Data Tech 2024: a preview

Views and opinions expressed are solely my own.

Introduction

In my talk in Data Tech 2024 on June 7, 2024, I will be taking the audience from a background in undergraduate probability through a journey through what I have learned about reinforcement learning over the last school year, through an intro to deep reinforcement learning (DRL). The code for my presentation is here.

\(Q\)-learning

We will start off the presentation by using finance (?!) to motivate the basics of reinforcement learning, making our way through introductory reinforcement learning. The first algorithm we will cover is \(Q\)-learning.

I will discuss the gymnasium (https://gymnasium.farama.org/) package briefly, and will show how to solve the Cliff Walking environment using \(Q\)-learning.

The Cliff Walking environment, visualized above, works as follows:

  • The agent starts at the bottom left and aims to reach the bottom right without falling into the “cliff” between the two spaces.
  • Rewards are \(-1\) for each space the agent travels, and \(-100\) if the agent falls into the cliff.
  • The agent must move up, down, left, or right on every turn. No other actions are permissible. Note the highest possible reward is \(-13\).

One core principle of machine learning is though a model may perform well in training, it does not necessarily mean it will perform well in testing. My first implementation of this was unsuccessful in testing, though in training it seemed to do fine.

The above model I trained, when tested, led the agent to go up until it was stuck at the top-left corner, and hit the top wall at an infinite loop. After doing some hyperparameter tuning, I performed the training below:

As you can see below, the agent in testing more or less executes the most optimal path to solve the environment:

Deep-\(Q\) network (DQN)

We will also illustrate a first algorithm of deep reinforcement learning, known as deep-\(Q\) networks (DQN). We will use the torch package with the Cart Pole environment to illustrate DQN. As described in the website:

A pole is attached by an un-actuated joint to a cart, which moves along a frictionless track. The pendulum is placed upright on the cart and the goal is to balance the pole by applying forces in the left and right direction on the cart.

Two actions are possible: we either push the cart to the left or the right. There are 4 continuous variables that are observed: the cart position and velocity, and the pole’s angle and angular velocity. Termination occurs either when the center of the cart is out of bounds, or the pole has an angle greater than \(\pm 12\) degrees. A reward of 1 is alloted for each step taken.

I did not spend the time to really tune this, but show the results of my naive tuning here. Here’s how the agent performed in training:

and here’s how it performed in testing:

I look forward to seeing you at Data Tech 2024!

Suggested readings and citations

Albrecht, S. V., Christianos, F., Schäfer, L. (2024). Multi-Agent Reinforcement Learning: Foundations and Modern Approaches. MIT Press. https://www.marl-book.com/

Littman, M. L. (1996). Algorithms for sequential decision-making. Ph.D. Dissertation. Brown University, USA.

Mnih V. et al. (2013). Playing Atari with Deep Reinforcement Learning. https://arxiv.org/abs/1312.5602

Morales, M. (2020). Grokking deep reinforcement learning. Manning Publications Co.

Sutton, R. and Barto, A. (2020). Reinforcement Learning: An Introduction. MIT Press. http://incompleteideas.net/book/the-book-2nd.html

Watkins, C. J. C. H. (1989). Learning from Delayed Rewards. PhD thesis, University of Cambridge.

Yeng Miller-Chang
Yeng Miller-Chang

I am a Senior Data Scientist at Design Interactive, Inc. and a student in the M.S. Computer Science program at Georgia Tech. Views and opinions expressed are solely my own.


▶ **Work instructions**
Copy the lines below, please, starting with the one that contains "At what (x,y)" and ending with the last. Pictures stay out.

___ Supplied material ___

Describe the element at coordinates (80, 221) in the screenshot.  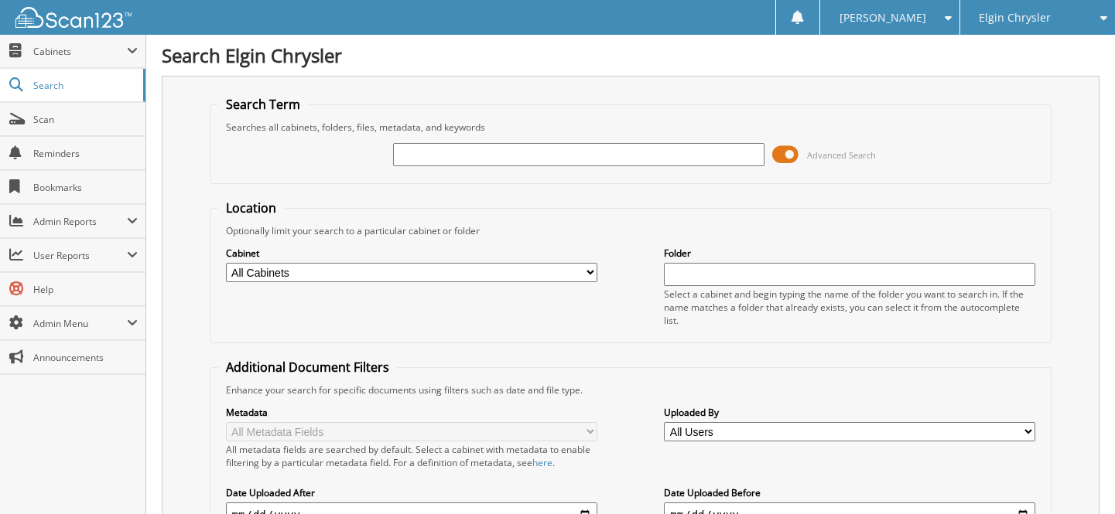
I see `span: Admin Reports` at that location.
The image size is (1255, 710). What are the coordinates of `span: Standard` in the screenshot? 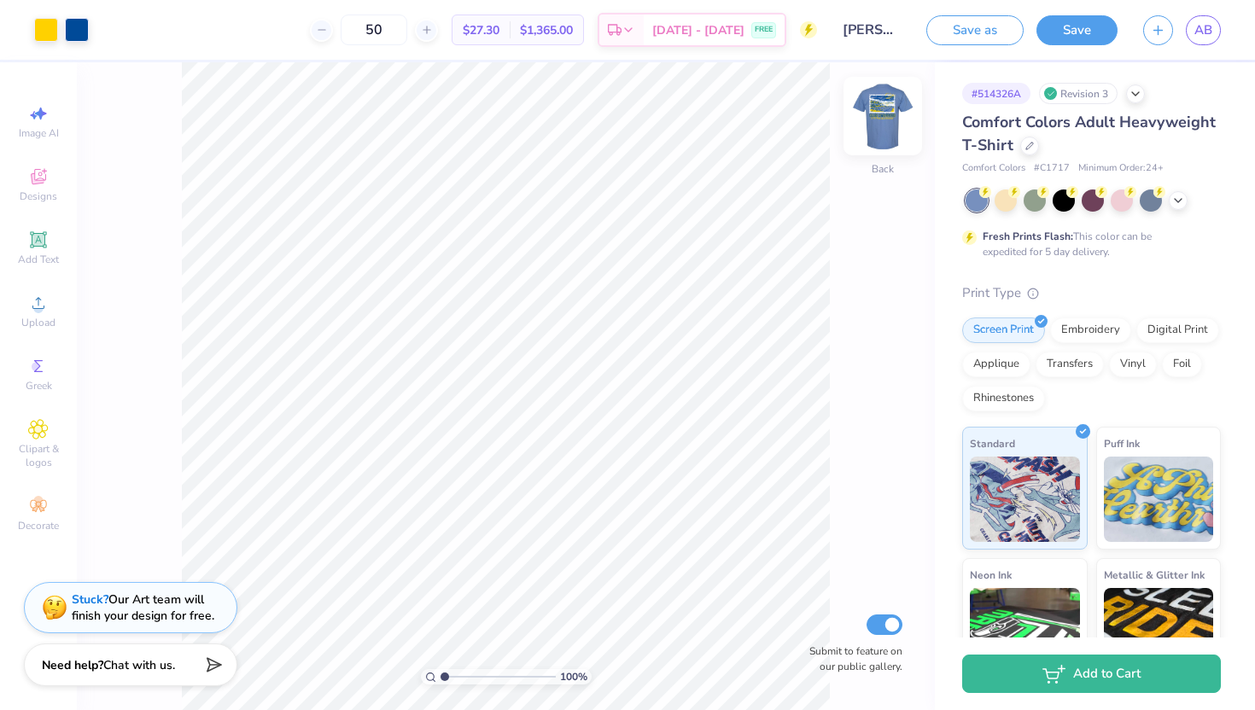 It's located at (992, 443).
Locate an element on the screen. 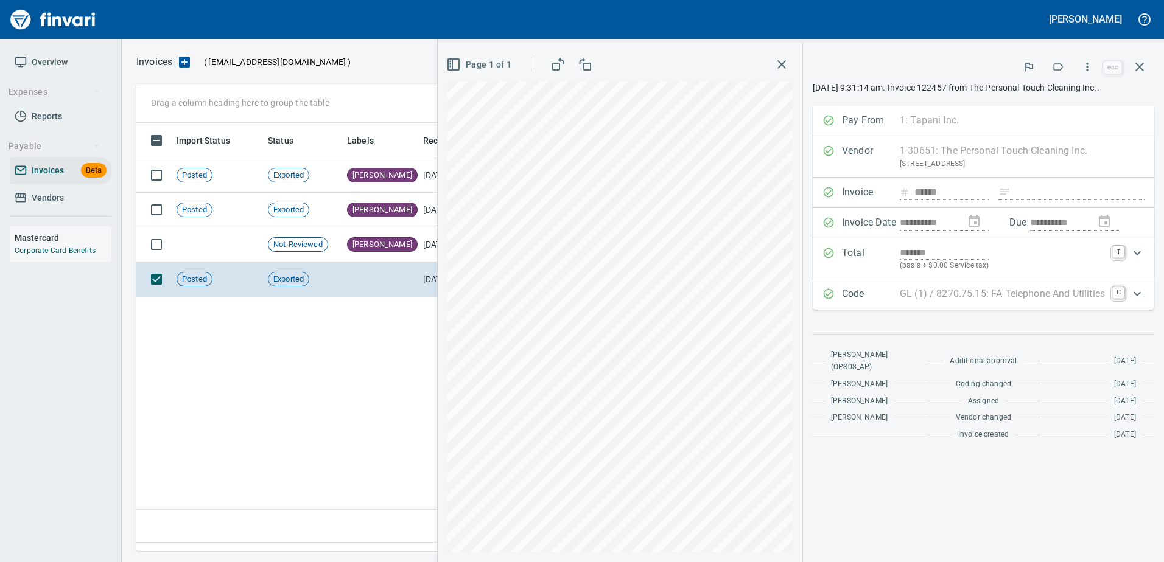 The width and height of the screenshot is (1164, 562). span: Assigned is located at coordinates (983, 402).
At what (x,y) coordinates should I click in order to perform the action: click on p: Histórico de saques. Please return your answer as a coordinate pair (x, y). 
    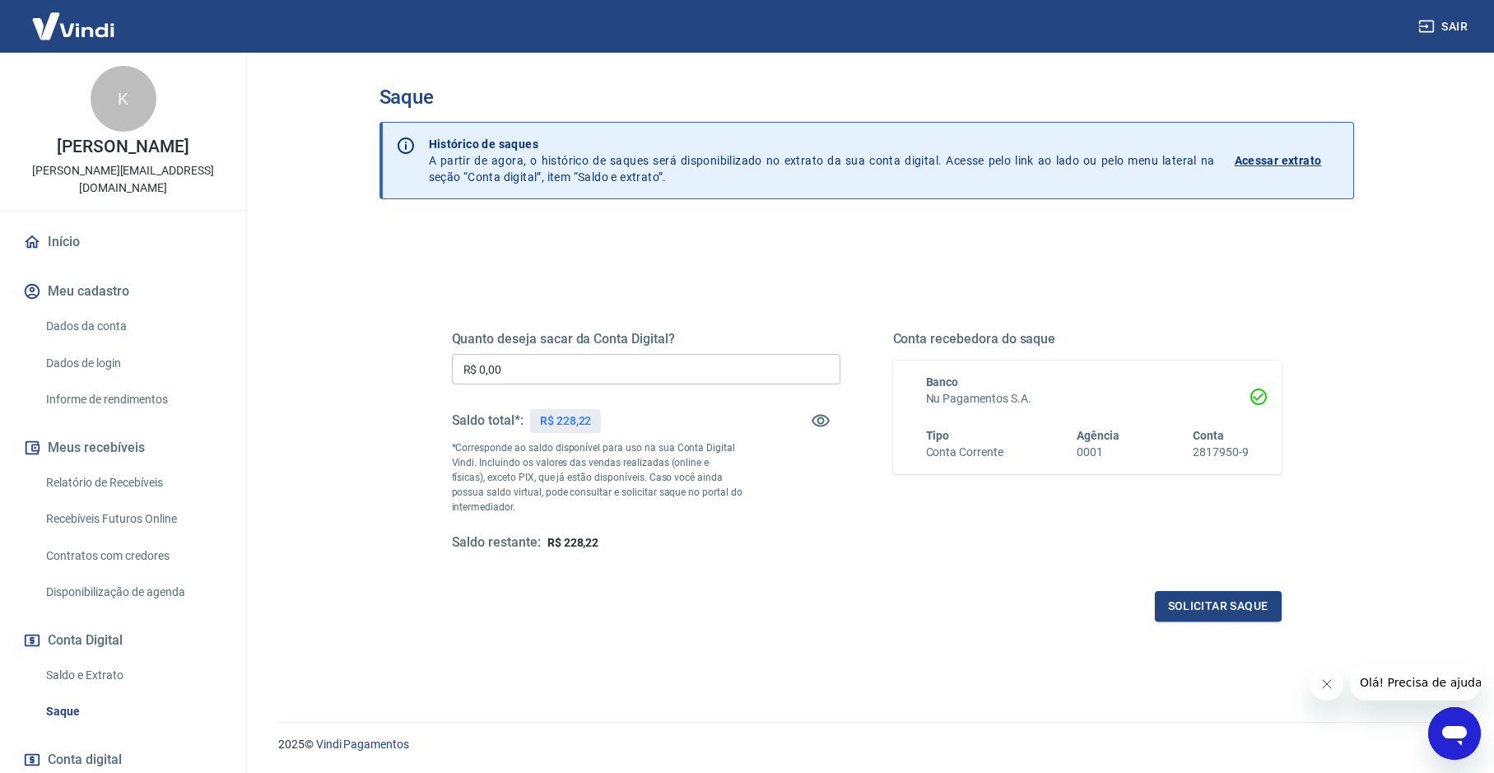
    Looking at the image, I should click on (822, 144).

___

▶ **Expected answer**
At what (x,y) coordinates should I click in order to perform the action: click on p: Histórico de saques. Please return your answer as a coordinate pair (x, y). 
    Looking at the image, I should click on (822, 144).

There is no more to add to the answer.